Following the tragedy at Grenfell, the Government’s response in bringing forward further legislation is welcome, and this House has rightly spent much time debating and discussing fire safety. However, I draw the Minister’s attention to another area of building safety as crucial and urgent as fire safety. Is he aware that a person in this country is 234 times more likely to be hospitalised from a fall in the home than from a fire, and that almost one-third of a million people attend accident and emergency each year because of falls? Unsurprisingly, the majority of them are elderly people, given that 12 million people in the UK are now over the age of 65. Most Members of this House will know someone who has had a fall in this way and be aware of the consequences that falls can have. As well as the physical injuries caused by a fall in the home, it will often be a catalyst for a longer decline in health from which many never recover. The cumulative cost of this, in terms of the pain and suffering inflicted on individuals and their families and the cost to the NHS, which is estimated at £4.4 billion, is unacceptable.

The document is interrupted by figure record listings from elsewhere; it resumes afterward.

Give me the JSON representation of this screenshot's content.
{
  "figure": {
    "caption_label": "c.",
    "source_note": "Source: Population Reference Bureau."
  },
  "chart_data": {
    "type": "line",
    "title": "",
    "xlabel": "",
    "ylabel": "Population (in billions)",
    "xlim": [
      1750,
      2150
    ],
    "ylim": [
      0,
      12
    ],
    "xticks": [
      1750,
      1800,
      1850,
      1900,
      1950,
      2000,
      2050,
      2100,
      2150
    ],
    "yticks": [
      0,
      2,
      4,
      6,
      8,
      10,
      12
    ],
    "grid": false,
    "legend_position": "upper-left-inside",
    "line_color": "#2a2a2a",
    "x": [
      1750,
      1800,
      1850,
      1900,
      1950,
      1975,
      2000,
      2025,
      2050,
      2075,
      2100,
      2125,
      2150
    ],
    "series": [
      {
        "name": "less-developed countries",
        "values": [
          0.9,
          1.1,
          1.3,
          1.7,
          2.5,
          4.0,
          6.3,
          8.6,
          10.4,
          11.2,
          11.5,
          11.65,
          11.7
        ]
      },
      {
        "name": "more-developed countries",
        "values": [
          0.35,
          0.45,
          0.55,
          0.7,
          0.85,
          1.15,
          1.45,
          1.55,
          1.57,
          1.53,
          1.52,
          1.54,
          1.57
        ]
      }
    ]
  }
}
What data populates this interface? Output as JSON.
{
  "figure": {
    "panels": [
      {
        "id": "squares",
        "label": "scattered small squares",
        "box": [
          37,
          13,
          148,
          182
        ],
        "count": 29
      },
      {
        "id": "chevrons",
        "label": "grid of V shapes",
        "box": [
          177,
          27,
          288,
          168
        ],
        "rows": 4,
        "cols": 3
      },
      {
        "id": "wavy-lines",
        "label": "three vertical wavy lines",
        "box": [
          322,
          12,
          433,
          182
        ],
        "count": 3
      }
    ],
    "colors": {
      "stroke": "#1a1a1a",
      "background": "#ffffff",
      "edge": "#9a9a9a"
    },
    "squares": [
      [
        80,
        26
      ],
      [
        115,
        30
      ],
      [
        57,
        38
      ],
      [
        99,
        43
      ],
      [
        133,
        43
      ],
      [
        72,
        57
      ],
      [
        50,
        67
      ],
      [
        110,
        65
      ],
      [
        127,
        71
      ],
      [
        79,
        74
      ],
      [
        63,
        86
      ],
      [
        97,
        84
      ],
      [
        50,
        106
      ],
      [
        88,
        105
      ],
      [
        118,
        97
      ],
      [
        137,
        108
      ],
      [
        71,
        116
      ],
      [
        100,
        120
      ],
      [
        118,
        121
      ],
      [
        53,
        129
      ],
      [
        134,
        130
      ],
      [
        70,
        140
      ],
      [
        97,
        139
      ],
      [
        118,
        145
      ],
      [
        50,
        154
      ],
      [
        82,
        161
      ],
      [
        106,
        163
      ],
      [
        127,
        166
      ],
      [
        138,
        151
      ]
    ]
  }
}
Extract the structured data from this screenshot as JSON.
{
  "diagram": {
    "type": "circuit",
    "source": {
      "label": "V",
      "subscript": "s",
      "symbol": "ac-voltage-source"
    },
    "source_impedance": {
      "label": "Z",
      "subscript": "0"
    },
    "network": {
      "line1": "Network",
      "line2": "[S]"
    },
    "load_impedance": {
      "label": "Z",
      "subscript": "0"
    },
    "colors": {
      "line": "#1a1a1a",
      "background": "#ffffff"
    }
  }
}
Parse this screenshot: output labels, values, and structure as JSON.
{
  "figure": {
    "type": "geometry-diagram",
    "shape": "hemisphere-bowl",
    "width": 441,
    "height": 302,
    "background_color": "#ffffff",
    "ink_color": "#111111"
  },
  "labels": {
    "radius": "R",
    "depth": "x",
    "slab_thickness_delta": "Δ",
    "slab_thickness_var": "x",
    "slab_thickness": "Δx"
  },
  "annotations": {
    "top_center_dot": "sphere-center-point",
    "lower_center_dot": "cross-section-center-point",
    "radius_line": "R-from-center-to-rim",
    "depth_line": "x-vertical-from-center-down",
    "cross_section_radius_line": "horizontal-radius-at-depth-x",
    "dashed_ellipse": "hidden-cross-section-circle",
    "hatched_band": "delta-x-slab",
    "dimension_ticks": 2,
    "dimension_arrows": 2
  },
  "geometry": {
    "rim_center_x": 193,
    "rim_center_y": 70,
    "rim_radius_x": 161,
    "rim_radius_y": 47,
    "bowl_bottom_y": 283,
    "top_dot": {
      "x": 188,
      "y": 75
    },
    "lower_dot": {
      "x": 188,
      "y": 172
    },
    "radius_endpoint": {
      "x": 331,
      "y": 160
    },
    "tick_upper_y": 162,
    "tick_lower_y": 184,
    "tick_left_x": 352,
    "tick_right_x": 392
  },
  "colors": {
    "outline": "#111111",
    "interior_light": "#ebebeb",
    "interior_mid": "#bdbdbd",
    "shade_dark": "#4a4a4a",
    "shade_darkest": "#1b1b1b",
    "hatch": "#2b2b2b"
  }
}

The Government’s building safety Bill offers an opportunity to make a significant contribution to ending the reputation of the home as the most dangerous place in Britain. RoSPA’s concern for safety in the home has led it to work with representatives of the housebuilding industry, and together they have developed a new framework for safety in the home, called Safer by Design. Among other things, this framework calls for the adoption of British Standard 5395 on stair design, which is backed by industry as being commercially and technically viable and creating a radically improved safety outcome, with 60% fewer falls on stairs designed to this standard.

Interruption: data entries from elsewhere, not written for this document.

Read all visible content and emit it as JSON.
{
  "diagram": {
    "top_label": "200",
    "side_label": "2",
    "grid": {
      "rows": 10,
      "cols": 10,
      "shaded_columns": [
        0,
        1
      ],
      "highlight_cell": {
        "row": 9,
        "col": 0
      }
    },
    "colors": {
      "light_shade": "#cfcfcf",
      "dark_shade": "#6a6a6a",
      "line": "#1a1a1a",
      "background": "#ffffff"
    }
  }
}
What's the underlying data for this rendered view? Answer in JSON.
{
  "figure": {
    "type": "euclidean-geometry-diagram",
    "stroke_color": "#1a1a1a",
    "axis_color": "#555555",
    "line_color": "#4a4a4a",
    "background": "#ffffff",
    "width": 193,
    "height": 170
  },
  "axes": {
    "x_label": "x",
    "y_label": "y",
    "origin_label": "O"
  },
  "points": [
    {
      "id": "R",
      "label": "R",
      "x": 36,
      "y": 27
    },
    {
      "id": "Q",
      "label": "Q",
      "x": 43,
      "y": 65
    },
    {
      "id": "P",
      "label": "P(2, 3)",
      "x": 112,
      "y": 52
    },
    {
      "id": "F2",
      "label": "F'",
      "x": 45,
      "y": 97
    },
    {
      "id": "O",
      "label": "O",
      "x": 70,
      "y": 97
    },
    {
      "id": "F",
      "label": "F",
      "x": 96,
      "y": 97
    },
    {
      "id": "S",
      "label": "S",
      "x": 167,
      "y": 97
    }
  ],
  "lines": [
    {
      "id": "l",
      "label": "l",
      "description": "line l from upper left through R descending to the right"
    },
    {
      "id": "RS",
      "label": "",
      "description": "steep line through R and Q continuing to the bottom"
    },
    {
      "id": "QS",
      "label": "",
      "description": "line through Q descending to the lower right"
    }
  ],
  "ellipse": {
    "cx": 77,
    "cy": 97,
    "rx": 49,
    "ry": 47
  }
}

The Government have an ambitious housebuilding programme and I am sure that they are equally ambitious that when houses are built, the safety of the occupants is seen as essential. I can tell them that “safer by design” was crafted to fulfil that ambition. Their involvement in the project would signal a clear intention to make the home a safer place.

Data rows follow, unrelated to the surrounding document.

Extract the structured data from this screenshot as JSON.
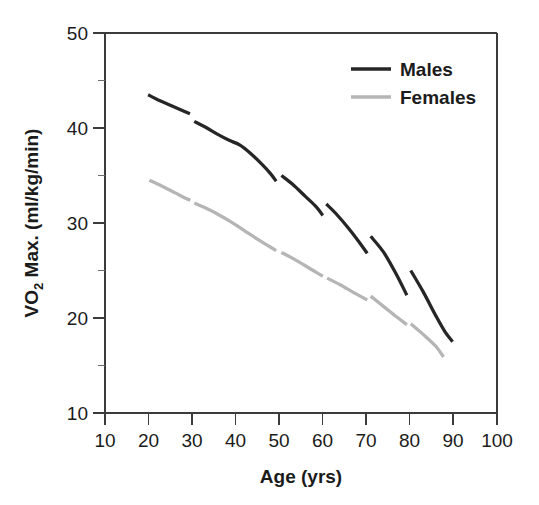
{
  "chart_data": {
    "type": "line",
    "title": "",
    "xlabel": "Age (yrs)",
    "ylabel": "VO2 Max. (ml/kg/min)",
    "ylabel_prefix": "VO",
    "ylabel_subscript": "2",
    "ylabel_suffix": " Max. (ml/kg/min)",
    "xlim": [
      10,
      100
    ],
    "ylim": [
      10,
      50
    ],
    "xticks": [
      10,
      20,
      30,
      40,
      50,
      60,
      70,
      80,
      90,
      100
    ],
    "xtick_labels": [
      "10",
      "20",
      "30",
      "40",
      "50",
      "60",
      "70",
      "80",
      "90",
      "100"
    ],
    "yticks": [
      10,
      20,
      30,
      40,
      50
    ],
    "ytick_labels": [
      "10",
      "20",
      "30",
      "40",
      "50"
    ],
    "y_minor_ticks": [
      15,
      25,
      35,
      45
    ],
    "grid": false,
    "legend_position": "top-right",
    "series": [
      {
        "name": "Males",
        "color": "#262626",
        "style": "solid-segmented",
        "segments": [
          {
            "cohort": "20-30",
            "points": [
              [
                19.9,
                43.5
              ],
              [
                22.0,
                43.0
              ],
              [
                25.0,
                42.4
              ],
              [
                28.0,
                41.8
              ],
              [
                29.5,
                41.5
              ]
            ]
          },
          {
            "cohort": "30-50",
            "points": [
              [
                30.5,
                40.7
              ],
              [
                33.0,
                40.1
              ],
              [
                36.0,
                39.3
              ],
              [
                38.5,
                38.7
              ],
              [
                41.0,
                38.2
              ],
              [
                43.5,
                37.3
              ],
              [
                46.0,
                36.2
              ],
              [
                48.0,
                35.2
              ],
              [
                49.3,
                34.4
              ]
            ]
          },
          {
            "cohort": "50-60",
            "points": [
              [
                50.5,
                35.0
              ],
              [
                53.0,
                34.1
              ],
              [
                56.0,
                32.8
              ],
              [
                58.5,
                31.7
              ],
              [
                60.0,
                30.8
              ]
            ]
          },
          {
            "cohort": "60-70",
            "points": [
              [
                60.8,
                32.0
              ],
              [
                63.0,
                31.0
              ],
              [
                66.0,
                29.4
              ],
              [
                68.5,
                27.9
              ],
              [
                70.2,
                26.8
              ]
            ]
          },
          {
            "cohort": "70-80",
            "points": [
              [
                71.0,
                28.6
              ],
              [
                74.0,
                26.9
              ],
              [
                77.0,
                24.5
              ],
              [
                79.3,
                22.4
              ]
            ]
          },
          {
            "cohort": "80-90",
            "points": [
              [
                80.2,
                25.0
              ],
              [
                83.0,
                22.8
              ],
              [
                86.0,
                20.2
              ],
              [
                88.0,
                18.6
              ],
              [
                89.8,
                17.5
              ]
            ]
          }
        ]
      },
      {
        "name": "Females",
        "color": "#b5b5b5",
        "style": "solid-segmented",
        "segments": [
          {
            "cohort": "20-30",
            "points": [
              [
                20.2,
                34.5
              ],
              [
                23.0,
                33.9
              ],
              [
                26.0,
                33.2
              ],
              [
                28.5,
                32.6
              ],
              [
                29.6,
                32.4
              ]
            ]
          },
          {
            "cohort": "30-50",
            "points": [
              [
                30.5,
                32.1
              ],
              [
                33.0,
                31.6
              ],
              [
                36.0,
                30.9
              ],
              [
                39.0,
                30.1
              ],
              [
                42.0,
                29.2
              ],
              [
                45.0,
                28.3
              ],
              [
                47.5,
                27.6
              ],
              [
                49.3,
                27.1
              ]
            ]
          },
          {
            "cohort": "50-60",
            "points": [
              [
                50.5,
                26.9
              ],
              [
                53.0,
                26.3
              ],
              [
                56.0,
                25.5
              ],
              [
                58.5,
                24.8
              ],
              [
                60.0,
                24.4
              ]
            ]
          },
          {
            "cohort": "60-70",
            "points": [
              [
                61.0,
                24.2
              ],
              [
                64.0,
                23.5
              ],
              [
                67.0,
                22.7
              ],
              [
                69.0,
                22.2
              ],
              [
                70.2,
                21.9
              ]
            ]
          },
          {
            "cohort": "70-80",
            "points": [
              [
                71.0,
                22.3
              ],
              [
                74.0,
                21.2
              ],
              [
                77.0,
                20.1
              ],
              [
                79.3,
                19.3
              ]
            ]
          },
          {
            "cohort": "80-90",
            "points": [
              [
                80.2,
                19.4
              ],
              [
                83.0,
                18.3
              ],
              [
                86.0,
                17.0
              ],
              [
                87.7,
                15.9
              ]
            ]
          }
        ]
      }
    ]
  },
  "legend": {
    "entries": [
      {
        "label": "Males",
        "color": "#262626"
      },
      {
        "label": "Females",
        "color": "#b5b5b5"
      }
    ]
  }
}
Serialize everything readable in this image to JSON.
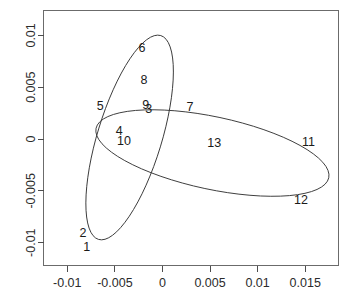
{
  "chart_data": {
    "type": "scatter",
    "title": "",
    "subtitle": "",
    "xlabel": "",
    "ylabel": "",
    "xlim": [
      -0.0125,
      0.0185
    ],
    "ylim": [
      -0.0122,
      0.0124
    ],
    "grid": false,
    "legend": null,
    "x_ticks": [
      -0.01,
      -0.005,
      0,
      0.005,
      0.01,
      0.015
    ],
    "x_tick_labels": [
      "-0.01",
      "-0.005",
      "0",
      "0.005",
      "0.01",
      "0.015"
    ],
    "y_ticks": [
      -0.01,
      -0.005,
      0,
      0.005,
      0.01
    ],
    "y_tick_labels": [
      "-0.01",
      "-0.005",
      "0",
      "0.005",
      "0.01"
    ],
    "point_label_style": "numeric-text",
    "points": [
      {
        "label": "1",
        "x": -0.00795,
        "y": -0.01045
      },
      {
        "label": "2",
        "x": -0.00835,
        "y": -0.00915
      },
      {
        "label": "3",
        "x": -0.00145,
        "y": 0.00285
      },
      {
        "label": "4",
        "x": -0.00455,
        "y": 0.00075
      },
      {
        "label": "5",
        "x": -0.00655,
        "y": 0.00315
      },
      {
        "label": "6",
        "x": -0.00215,
        "y": 0.0087
      },
      {
        "label": "7",
        "x": 0.0029,
        "y": 0.00305
      },
      {
        "label": "8",
        "x": -0.00195,
        "y": 0.00565
      },
      {
        "label": "9",
        "x": -0.00175,
        "y": 0.00325
      },
      {
        "label": "10",
        "x": -0.00405,
        "y": -0.00025
      },
      {
        "label": "11",
        "x": 0.01535,
        "y": -0.00035
      },
      {
        "label": "12",
        "x": 0.01455,
        "y": -0.00595
      },
      {
        "label": "13",
        "x": 0.00545,
        "y": -0.00045
      }
    ],
    "ellipses": [
      {
        "name": "cluster-ellipse-steep",
        "center_x": -0.00345,
        "center_y": 0.00015,
        "semi_major": 0.0112,
        "semi_minor": 0.0031,
        "rotation_deg": -73
      },
      {
        "name": "cluster-ellipse-wide",
        "center_x": 0.00525,
        "center_y": -0.00135,
        "semi_major": 0.0125,
        "semi_minor": 0.0035,
        "rotation_deg": 12
      }
    ]
  }
}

I urge the Minister and his colleagues in the other place to use the Building Safety Bill to demonstrate their direction of purpose by first addressing the critical issue of staircase safety. This would require that the new British Standard not only be in this Bill but be made mandatory. Many lives would be saved as a result, and it would also prevent Britain’s best builders being undercut by those in the industry who are prepared to sacrifice safety in pursuit of profit. If the tragedy of Grenfell has taught us anything, it is that measures designed to secure people’s safety must not be optional. I look forward to the Minister’s reply.